Tougher road, no regrets for California punk icons Strung out

Long-time California pop-punk scene-makers Strung Out have influenced a generation, but if Jordan Burns sounds a little wistful that the band didn’t hit the pop-culture big time with a little more oomph forgive him: he’s the band’s manager and drummer.

“There’s numerous bands. I mean, Blink 182 – Tom Delonge used to have a Strung Out sticker on his guitar,” says Burns, whose band plays the Starlite Room tonight with Face to Face. “Those guys blew up and we never even heard from them. It’s just like, ‘Hey, remember when you used to love our band? How about a gig or two?’ And Avenged Sevenfold and Thrice and Rise Against – there’s a ton of bands that we see get huge.”

But he wouldn’t take back his decision to handle two roles.

“It’s a thankless job and it sucks sometimes,” he says. “There’s always questions between the band like, ‘If we had a manager, we could be doing this.’ Or, ‘We should have had a manager.’ But I honestly don’t know that it would have made a difference.

“I look at what we’ve done and where we’ve come and how far we’ve gone without management, and it seems to me like we’ve done just fine.”

The band has stayed on indie punk label Fat Wreck for its whole career and has three new cuts coming out in July for a best-of compilation that will feature a ton of remixes.

In the meantime, Burns wouldn’t turn down some hero-worship double bills from the bands they influenced.

“If bands are influenced by us, and they grew up listening to us, and they get huge, that’s awesome … I just wish that some of these bands that loved our band or grew up on our band, that did make it huge, would give us some love and take us out on tour,” Burns says.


Task objective | Search the entries below for the word "groups" and copy each line that has it.

Data entries for graphics:
====================
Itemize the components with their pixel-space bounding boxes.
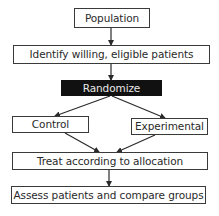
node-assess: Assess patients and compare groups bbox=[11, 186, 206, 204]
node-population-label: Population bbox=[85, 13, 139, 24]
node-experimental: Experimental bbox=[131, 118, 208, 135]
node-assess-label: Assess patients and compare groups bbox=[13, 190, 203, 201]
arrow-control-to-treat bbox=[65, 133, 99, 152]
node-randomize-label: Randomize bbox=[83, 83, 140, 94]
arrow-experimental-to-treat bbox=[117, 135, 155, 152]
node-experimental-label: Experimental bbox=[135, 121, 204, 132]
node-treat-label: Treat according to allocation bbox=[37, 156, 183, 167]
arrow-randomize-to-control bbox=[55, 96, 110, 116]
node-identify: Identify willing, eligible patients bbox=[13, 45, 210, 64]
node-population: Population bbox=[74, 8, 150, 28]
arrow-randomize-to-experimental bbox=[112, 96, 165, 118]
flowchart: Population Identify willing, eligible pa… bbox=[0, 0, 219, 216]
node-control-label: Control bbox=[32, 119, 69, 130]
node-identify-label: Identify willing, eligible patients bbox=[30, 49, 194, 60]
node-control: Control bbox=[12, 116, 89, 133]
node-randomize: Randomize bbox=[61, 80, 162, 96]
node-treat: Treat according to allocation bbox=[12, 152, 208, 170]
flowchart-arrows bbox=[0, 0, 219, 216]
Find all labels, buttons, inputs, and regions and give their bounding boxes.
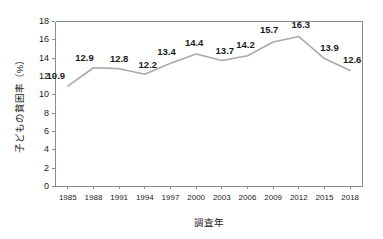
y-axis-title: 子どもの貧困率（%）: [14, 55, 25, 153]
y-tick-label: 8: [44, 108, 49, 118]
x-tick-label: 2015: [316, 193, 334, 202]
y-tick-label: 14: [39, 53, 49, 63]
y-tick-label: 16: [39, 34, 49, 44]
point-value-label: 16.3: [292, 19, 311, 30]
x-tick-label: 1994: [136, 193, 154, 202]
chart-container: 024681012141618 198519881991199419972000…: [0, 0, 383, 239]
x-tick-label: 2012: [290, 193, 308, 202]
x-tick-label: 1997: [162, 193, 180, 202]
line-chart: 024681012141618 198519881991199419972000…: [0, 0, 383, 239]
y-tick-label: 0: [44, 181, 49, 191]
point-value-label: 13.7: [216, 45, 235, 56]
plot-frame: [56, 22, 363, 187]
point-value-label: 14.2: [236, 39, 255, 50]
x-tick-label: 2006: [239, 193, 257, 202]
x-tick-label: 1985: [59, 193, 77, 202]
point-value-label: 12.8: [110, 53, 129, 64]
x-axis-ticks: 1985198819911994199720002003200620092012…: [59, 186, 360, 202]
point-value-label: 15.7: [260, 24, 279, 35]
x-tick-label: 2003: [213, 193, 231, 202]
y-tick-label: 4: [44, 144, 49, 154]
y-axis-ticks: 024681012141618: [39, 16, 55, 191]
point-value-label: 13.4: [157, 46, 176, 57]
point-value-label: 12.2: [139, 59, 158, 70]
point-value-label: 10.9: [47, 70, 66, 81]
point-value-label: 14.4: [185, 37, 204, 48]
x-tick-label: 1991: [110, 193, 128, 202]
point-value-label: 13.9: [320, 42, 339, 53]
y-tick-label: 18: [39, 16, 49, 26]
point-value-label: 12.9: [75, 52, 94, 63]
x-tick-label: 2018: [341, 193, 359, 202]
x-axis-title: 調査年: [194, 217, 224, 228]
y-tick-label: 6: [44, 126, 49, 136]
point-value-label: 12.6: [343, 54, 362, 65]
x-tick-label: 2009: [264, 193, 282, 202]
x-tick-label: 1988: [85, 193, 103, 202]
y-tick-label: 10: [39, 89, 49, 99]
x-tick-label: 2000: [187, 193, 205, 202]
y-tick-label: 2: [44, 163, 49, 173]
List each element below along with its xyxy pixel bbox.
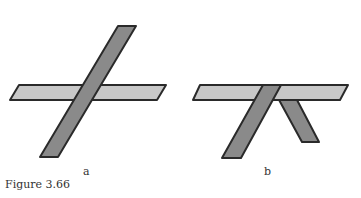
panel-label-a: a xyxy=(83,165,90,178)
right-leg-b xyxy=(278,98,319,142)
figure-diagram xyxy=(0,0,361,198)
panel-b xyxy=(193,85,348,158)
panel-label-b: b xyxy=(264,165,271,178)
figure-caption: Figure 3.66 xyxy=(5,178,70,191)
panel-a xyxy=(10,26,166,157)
====================
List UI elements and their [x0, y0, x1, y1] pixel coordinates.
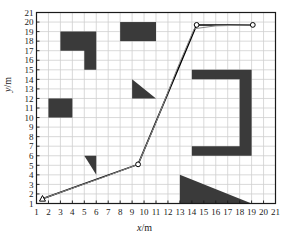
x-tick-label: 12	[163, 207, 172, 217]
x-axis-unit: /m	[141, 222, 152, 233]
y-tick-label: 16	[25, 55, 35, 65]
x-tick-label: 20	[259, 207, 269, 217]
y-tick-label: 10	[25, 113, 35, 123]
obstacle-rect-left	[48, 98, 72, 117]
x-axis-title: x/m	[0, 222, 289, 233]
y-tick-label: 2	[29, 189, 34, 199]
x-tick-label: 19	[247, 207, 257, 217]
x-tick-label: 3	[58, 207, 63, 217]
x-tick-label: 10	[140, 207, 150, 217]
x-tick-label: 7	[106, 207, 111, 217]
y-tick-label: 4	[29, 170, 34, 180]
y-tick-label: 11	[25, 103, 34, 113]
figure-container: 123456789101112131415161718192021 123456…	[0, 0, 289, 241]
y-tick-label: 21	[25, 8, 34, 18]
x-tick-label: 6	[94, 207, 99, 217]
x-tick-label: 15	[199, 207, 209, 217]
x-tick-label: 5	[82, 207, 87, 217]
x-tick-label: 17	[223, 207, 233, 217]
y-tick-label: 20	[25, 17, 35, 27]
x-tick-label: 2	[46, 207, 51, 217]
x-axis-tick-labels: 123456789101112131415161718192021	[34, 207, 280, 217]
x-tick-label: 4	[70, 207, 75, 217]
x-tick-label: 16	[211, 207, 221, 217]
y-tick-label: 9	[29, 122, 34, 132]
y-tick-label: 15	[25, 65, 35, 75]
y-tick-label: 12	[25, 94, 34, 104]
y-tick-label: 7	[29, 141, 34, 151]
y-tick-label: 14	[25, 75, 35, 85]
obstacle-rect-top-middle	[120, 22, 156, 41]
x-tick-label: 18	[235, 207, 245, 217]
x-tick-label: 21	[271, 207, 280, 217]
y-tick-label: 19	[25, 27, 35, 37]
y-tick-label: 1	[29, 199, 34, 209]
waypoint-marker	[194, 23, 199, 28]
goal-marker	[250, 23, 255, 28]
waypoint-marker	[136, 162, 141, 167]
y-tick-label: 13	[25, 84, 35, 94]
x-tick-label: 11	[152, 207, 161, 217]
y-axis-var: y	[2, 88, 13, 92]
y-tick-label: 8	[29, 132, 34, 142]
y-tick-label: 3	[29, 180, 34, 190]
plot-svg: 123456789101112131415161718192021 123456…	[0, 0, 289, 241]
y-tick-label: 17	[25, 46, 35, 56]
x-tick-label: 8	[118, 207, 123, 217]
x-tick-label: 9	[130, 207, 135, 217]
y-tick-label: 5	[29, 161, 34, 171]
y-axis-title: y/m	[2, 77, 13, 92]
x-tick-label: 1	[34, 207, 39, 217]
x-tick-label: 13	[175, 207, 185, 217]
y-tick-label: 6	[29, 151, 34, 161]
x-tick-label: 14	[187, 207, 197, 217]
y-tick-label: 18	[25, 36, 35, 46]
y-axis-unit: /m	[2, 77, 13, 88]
====================
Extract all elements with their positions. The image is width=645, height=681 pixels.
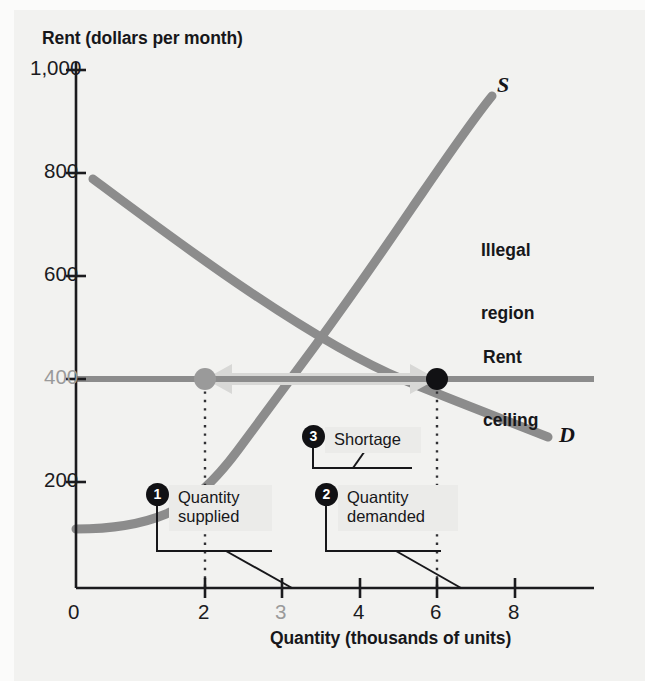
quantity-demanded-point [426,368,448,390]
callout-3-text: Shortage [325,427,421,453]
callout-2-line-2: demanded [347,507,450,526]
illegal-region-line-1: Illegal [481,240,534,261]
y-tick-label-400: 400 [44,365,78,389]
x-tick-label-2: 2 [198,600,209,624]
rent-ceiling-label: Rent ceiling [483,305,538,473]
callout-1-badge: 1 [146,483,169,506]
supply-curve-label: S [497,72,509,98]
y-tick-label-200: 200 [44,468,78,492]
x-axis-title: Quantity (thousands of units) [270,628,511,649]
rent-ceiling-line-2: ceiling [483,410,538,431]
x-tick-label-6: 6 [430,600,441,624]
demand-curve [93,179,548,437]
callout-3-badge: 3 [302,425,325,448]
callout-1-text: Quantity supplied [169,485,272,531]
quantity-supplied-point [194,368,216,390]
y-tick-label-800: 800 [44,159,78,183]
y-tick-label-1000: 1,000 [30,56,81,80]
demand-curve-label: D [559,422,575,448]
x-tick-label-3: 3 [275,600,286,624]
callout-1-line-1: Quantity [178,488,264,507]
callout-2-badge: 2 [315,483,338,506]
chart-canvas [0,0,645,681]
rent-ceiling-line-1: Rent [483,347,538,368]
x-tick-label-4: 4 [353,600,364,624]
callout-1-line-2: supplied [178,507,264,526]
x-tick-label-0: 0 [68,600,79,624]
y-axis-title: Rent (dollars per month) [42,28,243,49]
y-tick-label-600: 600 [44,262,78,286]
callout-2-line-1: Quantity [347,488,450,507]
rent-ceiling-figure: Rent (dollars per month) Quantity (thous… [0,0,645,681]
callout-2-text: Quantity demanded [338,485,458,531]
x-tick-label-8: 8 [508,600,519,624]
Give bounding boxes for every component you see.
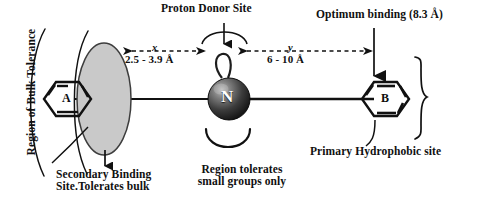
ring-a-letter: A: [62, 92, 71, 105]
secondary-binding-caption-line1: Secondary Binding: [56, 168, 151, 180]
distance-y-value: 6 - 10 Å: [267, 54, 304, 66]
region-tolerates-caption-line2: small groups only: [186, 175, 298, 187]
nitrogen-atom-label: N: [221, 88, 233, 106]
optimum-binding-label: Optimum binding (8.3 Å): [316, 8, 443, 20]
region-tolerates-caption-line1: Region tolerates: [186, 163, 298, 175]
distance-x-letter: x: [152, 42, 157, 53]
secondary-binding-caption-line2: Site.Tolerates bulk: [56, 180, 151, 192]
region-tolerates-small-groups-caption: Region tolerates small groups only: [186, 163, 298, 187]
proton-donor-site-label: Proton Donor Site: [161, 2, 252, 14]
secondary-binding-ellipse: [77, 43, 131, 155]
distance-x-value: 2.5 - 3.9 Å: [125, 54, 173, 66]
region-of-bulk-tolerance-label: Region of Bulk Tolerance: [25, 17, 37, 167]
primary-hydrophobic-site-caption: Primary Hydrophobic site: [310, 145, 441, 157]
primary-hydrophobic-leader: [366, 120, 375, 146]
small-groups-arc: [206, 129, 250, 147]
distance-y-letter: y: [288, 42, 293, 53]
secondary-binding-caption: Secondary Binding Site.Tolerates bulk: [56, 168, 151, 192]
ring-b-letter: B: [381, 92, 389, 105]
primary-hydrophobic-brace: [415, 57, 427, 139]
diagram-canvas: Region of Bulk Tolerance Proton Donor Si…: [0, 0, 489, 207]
====================
Output for this exercise |
node-assess: Assess patients and compare groups bbox=[11, 186, 206, 204]
node-assess-label: Assess patients and compare groups bbox=[13, 190, 203, 201]
region-tolerates-caption-line2: small groups only: [186, 175, 298, 187]
region-tolerates-small-groups-caption: Region tolerates small groups only: [186, 163, 298, 187]
small-groups-arc: [206, 129, 250, 147]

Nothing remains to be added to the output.